By PAM WALKER
Health Care and Special Assignment Reporter
A national cybersecurity attack at Optum’s Change Healthcare, a subsidiary of UnitedHealth Group, is affecting Burke County’s pharmacies, medical labs, and medical providers with disruptions in processing local insurance claims and prescription medicine orders.
The attack is ongoing and expected to extend for several more days.
Some communications between pharmacies, medical practices, and hospitals are interrupted or blocked, significantly slowing prescription services because they require hand-written orders from physicians, and telephone and fax machine verification.
“This is resulting in delays in getting prescriptions filled,” the American Pharmacists Association said on Friday. It reported “significant backlogs of prescriptions,” which cannot be processed.

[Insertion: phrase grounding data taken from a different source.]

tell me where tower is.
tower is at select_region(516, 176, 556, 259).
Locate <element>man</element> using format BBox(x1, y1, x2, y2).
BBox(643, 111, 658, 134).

Locally-owned pharmacies are faring better than the national chains because of their ability to adapt quickly to the cybersecurity attack.
“About 25% of our customers’ orders are initially denied when we try to process them,” said Angie Scott, a staff pharmacist at Table Rock Pharmacy in Morganton. “We are sending them through two or three times to get approval.”
“Running into insurance issues is not uncommon for us but we started seeing a ‘timeout’ error first thing that morning,” said Jessi Stout, PharmD, pharmacist and owner of Table Rock Pharmacy in Morganton.
“Patients were coming in to get their meds and luckily for us, we are a community pharmacy and able to offer low cash prices for medications.”
“Some of the prescriptions were for antibiotics and obviously they needed them and couldn’t wait for the insurance (software) to come back up.”
“So we just gave them a low cash price and we’ll go back and bill the insurance when it comes back up and reimburse the patient,” Stout said.
To continue to serve patients, including giving COVID vaccines, the staff at Table Rock has called other providers to gather insurance information.
Table Rock Pharmacy is keeping a list of affected customers and will be reimbursing them as soon as the insurance can be processed.
“It hasn’t stopped us at all. It just slows us down a little,” said Scott.
The American Hospital Association advised healthcare organizations that were “disrupted or are potentially exposed” to disconnect from United’s network, Optum, until it is deemed safe to reconnect.
UNC Health Blue Ridge reported on Friday that United Healthcare has temporarily disabled its authorization portal, requiring direct telephone communication between hospital officials and United Healthcare.
Change Healthcare, a revenue cycle management services provider, is a division of United Healthcare. It handles about 15 billion transactions annually and the attack made its login pages unavailable, according to a report in HIPPA Journal.
United Healthcare Group, in a Feb. 22 filing with the Security Exchange Commission reported that “a suspected nation-state associated cyber security threat actor” gained access to some of Change Healthcare’s information technology systems on Feb. 21.
“We are working on multiple approaches to restore the impacted environment and will not take any shortcuts or take any additional risk as we bring our systems back online,” UnitedHealth said in a statement. “We will continue to be proactive and aggressive with all our systems and if we suspect any issue with the system, we will immediately take action and disconnect.”
Walgreens, in a media statement, said a “vast majority” of prescriptions weren’t impacted and that for “the small percentage that may be affected,” there are procedures in place to fill prescriptions with “minimal delay or interruption.”
CVS reported that the attack was “impacting certain CVS Health business operations,” but said “there is no indication that CVS Health’s systems have been compromised.”
According to Tricare, the U.S. military’s healthcare provider for active-duty personnel, the Optum/Change outage has resulted in all military clinics and hospitals worldwide filling prescriptions manually until the situation is resolved.
Columbia University has blocked all email connections with UnitedHealth Group’s domains including Optum.com, Changehealthcare.com, Caremount.com, Unitedhealthgroup.com, Uhc.com, and Uhg.com until further notice. Employees have been advised not to visit those domains.
UnitedHealth Group (UHG) is a health insurance company with a presence across all 50 US states. The organization is the world’s largest healthcare company with reported revenues of $324.2 billion in 2022. The company employs 440,000 people worldwide.